Taft in the 40’s, and Buckley, Burnham, et. al., in the 60’s, took their principled stands during periods when the people being tried and condemned were genuine villains, the high command of the tyrannical Third Reich. Today, 64 years after WWII ended, none of these are left. Yet the professional anti-Nazis are still going strong. Having long ago run out of real Nazis to hunt, they are now going after anyone they can find, who they can connect to the SS and its camps, regardless of how minor a role they may have played. Like most single-mindedly obsessed fanatics, these people care very little about the genuine facts.

Here in Canada, the Canadian Jewish Congress, Binai B’rith Canada, and the Canadian version of the Simon Wiesenthal Center have lobbied the Canadian government for quite some time, to deport several men the CJC calls “war criminals”. These men include Helmut Oberlander, Wasyl Odynsky, and a few others. Oberlander is a man of German ethnic background, born in the Ukraine. Odynsky is ethnically Ukrainian, born in what was then a part of Poland. Both were conscripted into the service of the SS when the German army captured their home towns. Oberlander served the SS as a translator. Odynsky served as a guard in the forced labor camps of Trawinki and Poniatowa. Both men served only under duress. In Odynsky’s case he was told that his family would be killed if he did not cooperate. In both cases Judge Andrew MacKay found that there was no evidence that either had participated in any war crimes. Nevertheless both men were order deported (the deportations have not taken place, thankfully) on the grounds that they lied on their application to come here. This was not proven, as the records no longer exist, but merely inferred in each case. Both cases make a mockery of every principle of justice in the long and proud English tradition in which our country stands.

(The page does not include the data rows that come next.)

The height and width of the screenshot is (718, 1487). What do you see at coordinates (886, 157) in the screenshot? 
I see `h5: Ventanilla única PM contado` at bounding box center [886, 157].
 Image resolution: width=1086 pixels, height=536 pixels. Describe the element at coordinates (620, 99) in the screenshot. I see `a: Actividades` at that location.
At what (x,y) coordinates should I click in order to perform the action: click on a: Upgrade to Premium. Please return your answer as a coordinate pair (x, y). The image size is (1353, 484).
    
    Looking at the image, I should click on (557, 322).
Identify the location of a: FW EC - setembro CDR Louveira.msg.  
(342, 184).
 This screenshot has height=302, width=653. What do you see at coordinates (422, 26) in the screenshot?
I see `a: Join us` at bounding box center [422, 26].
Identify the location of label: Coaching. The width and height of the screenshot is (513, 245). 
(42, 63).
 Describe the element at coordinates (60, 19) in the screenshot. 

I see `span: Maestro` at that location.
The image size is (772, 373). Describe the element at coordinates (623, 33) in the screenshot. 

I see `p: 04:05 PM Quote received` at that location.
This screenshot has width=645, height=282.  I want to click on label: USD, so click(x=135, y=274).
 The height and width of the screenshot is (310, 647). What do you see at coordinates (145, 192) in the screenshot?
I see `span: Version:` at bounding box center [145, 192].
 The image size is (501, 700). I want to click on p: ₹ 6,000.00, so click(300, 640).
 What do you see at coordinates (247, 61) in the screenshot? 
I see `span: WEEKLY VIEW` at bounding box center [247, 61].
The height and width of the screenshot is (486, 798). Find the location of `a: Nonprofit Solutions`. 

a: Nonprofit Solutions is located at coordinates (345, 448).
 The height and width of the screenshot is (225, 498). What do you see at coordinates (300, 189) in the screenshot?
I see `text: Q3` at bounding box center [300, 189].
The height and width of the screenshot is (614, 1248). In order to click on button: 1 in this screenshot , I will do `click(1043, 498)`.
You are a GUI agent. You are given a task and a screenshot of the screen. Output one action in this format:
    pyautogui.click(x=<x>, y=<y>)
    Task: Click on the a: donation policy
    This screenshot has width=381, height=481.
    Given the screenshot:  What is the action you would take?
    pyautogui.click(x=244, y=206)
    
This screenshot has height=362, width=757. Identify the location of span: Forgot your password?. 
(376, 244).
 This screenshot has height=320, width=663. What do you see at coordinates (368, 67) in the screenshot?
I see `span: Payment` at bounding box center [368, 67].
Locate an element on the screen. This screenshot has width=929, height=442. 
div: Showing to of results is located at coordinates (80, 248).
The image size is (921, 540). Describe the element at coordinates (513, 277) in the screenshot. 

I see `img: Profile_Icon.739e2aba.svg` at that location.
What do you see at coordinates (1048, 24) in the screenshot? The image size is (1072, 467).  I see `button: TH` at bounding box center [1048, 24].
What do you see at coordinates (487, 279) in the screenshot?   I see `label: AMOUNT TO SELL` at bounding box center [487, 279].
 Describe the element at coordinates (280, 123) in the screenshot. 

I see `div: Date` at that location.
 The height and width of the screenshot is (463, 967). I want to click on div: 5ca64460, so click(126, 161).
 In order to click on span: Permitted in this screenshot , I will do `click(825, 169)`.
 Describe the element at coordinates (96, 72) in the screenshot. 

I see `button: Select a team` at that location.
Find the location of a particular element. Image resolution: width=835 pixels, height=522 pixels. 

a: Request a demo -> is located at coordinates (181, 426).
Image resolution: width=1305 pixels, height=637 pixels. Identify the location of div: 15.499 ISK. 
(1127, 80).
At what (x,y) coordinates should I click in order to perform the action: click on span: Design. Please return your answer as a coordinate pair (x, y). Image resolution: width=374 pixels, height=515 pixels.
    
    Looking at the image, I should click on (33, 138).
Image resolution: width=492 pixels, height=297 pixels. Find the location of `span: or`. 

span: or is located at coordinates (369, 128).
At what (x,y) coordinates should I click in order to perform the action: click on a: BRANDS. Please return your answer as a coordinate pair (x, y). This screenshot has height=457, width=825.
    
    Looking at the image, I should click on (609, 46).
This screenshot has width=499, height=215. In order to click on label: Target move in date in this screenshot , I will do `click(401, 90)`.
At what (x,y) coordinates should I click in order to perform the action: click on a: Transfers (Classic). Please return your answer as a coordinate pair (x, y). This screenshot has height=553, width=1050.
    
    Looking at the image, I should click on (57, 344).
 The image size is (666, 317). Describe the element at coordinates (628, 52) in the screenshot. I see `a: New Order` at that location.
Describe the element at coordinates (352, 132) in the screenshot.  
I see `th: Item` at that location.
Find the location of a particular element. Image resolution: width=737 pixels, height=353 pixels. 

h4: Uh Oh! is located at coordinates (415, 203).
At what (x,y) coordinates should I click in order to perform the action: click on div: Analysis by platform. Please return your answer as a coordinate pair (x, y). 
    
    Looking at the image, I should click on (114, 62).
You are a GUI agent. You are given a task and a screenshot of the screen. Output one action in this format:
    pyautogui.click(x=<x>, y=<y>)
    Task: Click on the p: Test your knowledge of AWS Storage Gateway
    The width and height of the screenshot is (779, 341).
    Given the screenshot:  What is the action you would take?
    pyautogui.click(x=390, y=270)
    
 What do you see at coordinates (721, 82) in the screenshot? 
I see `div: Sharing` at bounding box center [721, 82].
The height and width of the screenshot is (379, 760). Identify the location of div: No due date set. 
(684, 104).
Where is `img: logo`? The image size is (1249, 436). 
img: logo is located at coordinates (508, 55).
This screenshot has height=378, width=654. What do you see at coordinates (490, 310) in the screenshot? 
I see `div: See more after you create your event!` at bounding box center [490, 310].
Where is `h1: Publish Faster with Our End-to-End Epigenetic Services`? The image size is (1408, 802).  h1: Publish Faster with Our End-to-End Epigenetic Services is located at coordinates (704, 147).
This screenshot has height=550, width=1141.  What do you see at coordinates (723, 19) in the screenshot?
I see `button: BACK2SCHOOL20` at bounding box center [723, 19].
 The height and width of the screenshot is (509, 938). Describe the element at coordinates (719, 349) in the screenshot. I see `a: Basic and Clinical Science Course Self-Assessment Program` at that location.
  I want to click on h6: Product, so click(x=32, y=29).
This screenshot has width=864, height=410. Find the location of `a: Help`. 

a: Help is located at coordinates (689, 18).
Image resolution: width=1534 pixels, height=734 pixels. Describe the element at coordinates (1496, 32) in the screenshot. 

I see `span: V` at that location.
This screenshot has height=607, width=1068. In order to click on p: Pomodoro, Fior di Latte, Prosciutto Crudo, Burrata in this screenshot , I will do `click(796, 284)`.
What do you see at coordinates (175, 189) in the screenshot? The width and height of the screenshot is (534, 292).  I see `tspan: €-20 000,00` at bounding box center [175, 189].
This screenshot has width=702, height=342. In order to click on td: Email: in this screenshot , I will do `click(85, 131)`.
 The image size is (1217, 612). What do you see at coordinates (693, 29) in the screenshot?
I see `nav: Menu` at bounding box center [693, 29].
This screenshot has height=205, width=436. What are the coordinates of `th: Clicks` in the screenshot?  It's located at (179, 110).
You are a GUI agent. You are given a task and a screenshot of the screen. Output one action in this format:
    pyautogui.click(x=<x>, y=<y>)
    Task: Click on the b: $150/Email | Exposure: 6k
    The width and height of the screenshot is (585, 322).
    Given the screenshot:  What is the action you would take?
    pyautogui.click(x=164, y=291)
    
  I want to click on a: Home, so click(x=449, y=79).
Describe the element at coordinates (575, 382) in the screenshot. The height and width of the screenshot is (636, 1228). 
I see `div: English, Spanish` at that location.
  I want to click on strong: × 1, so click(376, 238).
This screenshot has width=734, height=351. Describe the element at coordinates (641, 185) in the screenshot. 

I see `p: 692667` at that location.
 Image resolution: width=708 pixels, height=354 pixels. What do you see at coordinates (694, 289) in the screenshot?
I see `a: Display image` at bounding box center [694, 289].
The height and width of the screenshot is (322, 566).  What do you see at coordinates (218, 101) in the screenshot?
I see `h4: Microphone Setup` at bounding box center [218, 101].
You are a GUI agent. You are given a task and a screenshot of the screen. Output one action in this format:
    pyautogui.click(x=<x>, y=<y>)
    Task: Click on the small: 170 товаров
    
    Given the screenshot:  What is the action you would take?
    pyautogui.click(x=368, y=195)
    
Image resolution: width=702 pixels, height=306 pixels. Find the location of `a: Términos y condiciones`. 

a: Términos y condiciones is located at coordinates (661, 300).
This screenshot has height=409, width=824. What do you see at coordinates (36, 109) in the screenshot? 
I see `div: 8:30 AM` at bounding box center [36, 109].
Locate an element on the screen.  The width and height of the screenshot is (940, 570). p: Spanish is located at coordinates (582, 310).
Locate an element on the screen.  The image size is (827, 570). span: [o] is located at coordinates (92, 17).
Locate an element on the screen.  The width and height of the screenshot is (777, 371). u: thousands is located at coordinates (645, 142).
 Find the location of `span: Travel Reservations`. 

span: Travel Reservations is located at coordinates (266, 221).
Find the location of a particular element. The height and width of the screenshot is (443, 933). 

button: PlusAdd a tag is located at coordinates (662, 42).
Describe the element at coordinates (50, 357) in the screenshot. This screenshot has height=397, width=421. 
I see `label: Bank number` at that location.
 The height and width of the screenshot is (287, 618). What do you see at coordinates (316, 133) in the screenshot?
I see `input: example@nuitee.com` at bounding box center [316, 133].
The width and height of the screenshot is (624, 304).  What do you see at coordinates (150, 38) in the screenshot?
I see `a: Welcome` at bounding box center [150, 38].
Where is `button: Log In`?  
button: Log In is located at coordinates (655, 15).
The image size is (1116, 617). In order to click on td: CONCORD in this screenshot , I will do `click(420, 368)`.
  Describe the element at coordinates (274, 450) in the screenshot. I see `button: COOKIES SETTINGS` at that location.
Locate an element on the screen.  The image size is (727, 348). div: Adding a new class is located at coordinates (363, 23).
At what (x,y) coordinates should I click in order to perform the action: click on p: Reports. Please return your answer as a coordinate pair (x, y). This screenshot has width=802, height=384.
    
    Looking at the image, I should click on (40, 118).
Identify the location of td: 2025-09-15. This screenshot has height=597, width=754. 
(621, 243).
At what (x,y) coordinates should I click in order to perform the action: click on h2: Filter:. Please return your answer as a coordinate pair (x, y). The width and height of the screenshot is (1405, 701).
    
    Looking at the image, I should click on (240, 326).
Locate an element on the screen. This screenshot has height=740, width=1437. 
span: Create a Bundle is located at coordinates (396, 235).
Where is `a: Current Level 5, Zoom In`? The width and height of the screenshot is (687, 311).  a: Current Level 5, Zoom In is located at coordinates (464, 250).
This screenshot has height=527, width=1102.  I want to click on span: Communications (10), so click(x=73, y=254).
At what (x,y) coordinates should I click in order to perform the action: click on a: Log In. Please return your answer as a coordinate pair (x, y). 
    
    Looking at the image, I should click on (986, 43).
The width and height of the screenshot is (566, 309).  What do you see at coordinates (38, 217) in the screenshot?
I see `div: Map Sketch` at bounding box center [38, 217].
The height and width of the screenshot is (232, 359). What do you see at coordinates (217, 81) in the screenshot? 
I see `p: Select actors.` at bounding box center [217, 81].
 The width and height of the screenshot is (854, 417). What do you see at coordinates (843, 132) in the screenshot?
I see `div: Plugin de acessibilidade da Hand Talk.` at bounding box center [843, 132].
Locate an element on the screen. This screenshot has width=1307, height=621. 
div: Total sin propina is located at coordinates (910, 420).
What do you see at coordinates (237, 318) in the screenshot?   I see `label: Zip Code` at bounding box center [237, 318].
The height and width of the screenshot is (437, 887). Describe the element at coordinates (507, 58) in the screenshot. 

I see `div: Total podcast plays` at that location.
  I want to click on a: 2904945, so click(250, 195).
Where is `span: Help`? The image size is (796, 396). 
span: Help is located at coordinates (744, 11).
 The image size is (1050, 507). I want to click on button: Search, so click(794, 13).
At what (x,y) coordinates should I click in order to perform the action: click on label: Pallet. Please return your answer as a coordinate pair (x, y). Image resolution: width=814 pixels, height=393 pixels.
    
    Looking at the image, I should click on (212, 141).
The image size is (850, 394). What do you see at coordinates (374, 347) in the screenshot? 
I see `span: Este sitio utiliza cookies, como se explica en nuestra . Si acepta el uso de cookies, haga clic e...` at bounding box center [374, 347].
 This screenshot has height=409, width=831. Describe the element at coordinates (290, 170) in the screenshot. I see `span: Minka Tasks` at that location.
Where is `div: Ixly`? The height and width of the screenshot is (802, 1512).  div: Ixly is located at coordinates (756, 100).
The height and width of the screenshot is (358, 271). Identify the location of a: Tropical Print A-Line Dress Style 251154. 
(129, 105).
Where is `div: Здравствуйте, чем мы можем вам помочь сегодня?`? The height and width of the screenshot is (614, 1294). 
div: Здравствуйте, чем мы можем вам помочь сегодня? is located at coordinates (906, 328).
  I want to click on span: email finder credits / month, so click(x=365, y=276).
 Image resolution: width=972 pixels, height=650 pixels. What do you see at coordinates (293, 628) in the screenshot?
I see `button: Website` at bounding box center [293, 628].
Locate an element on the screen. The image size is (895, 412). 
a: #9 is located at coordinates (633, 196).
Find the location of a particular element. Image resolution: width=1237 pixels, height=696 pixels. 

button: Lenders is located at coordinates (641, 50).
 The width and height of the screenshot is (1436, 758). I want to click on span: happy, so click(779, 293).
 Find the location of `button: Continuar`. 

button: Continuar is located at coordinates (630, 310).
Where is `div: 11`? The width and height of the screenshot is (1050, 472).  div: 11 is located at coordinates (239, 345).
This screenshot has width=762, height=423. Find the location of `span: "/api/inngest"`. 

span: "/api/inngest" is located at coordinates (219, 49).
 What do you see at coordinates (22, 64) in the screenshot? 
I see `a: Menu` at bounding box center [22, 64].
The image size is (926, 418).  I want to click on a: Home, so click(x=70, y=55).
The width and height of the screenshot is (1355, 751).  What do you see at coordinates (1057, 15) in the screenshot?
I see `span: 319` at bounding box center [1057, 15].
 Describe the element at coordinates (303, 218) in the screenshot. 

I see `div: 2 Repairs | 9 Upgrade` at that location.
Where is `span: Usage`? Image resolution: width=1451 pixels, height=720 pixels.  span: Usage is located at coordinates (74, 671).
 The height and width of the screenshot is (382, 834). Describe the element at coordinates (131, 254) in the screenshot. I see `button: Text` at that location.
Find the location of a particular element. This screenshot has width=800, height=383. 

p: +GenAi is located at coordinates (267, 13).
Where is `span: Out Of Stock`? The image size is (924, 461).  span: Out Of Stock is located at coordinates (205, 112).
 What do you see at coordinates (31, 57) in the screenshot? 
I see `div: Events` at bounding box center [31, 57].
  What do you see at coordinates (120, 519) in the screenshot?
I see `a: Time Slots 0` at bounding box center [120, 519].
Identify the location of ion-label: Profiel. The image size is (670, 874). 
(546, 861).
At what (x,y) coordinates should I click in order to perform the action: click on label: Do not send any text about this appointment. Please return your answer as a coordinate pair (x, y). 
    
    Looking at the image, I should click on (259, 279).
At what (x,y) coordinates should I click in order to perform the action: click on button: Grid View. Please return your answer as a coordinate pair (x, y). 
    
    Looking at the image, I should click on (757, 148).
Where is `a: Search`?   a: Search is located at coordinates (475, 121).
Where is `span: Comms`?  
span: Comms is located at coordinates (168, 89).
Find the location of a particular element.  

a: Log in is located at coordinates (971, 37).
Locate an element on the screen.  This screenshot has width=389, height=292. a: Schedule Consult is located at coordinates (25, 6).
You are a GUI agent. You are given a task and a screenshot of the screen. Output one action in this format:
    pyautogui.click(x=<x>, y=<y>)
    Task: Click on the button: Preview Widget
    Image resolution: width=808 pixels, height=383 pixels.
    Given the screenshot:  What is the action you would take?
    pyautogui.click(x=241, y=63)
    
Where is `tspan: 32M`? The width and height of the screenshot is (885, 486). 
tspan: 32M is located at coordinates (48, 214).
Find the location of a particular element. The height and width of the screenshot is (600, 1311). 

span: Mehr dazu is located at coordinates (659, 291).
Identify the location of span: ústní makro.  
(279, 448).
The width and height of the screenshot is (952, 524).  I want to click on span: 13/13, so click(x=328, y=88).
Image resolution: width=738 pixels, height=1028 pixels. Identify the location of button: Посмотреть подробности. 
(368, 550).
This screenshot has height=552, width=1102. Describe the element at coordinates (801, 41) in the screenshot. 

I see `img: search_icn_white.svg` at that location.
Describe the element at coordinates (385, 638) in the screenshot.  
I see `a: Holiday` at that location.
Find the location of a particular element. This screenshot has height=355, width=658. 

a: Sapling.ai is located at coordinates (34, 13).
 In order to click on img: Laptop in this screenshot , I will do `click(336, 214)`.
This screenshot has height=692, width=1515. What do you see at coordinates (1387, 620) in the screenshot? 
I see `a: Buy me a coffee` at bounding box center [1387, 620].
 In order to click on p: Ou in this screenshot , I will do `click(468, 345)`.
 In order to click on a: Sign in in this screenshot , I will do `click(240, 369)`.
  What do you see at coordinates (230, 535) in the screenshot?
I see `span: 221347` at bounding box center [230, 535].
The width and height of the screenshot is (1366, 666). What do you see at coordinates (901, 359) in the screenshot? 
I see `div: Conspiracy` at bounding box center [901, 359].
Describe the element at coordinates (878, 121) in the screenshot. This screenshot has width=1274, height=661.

I wonder if something similar is the case for Mr. Demjanjuk. He also was from the Ukraine. He had been conscripted into the Soviet army, and was captured by the Germans. Perhaps he too was forced to serve under duress. Even if he did voluntarily join up with the Germans, it would not have been unreasonable for him to regard the German army as liberators. Lets not forget that he was living in the Ukraine, at the height of Stalin’s regime. The Terror Famine had taken place only a decade earlier. Of course we can only speculate as to what happened in Mr. Demjanjuk’s case. But one thing is certain, the man is no Hitler, no Himmler, no Eichmann.

The parties calling for his deportation are not asking for justice. They are demanding a complete and total revolution in the Anglo-Saxon justice system, which over the course of centuries developed, to protect the rights of the innocent. It is in the interests of all of us, that they not be allowed to get their way.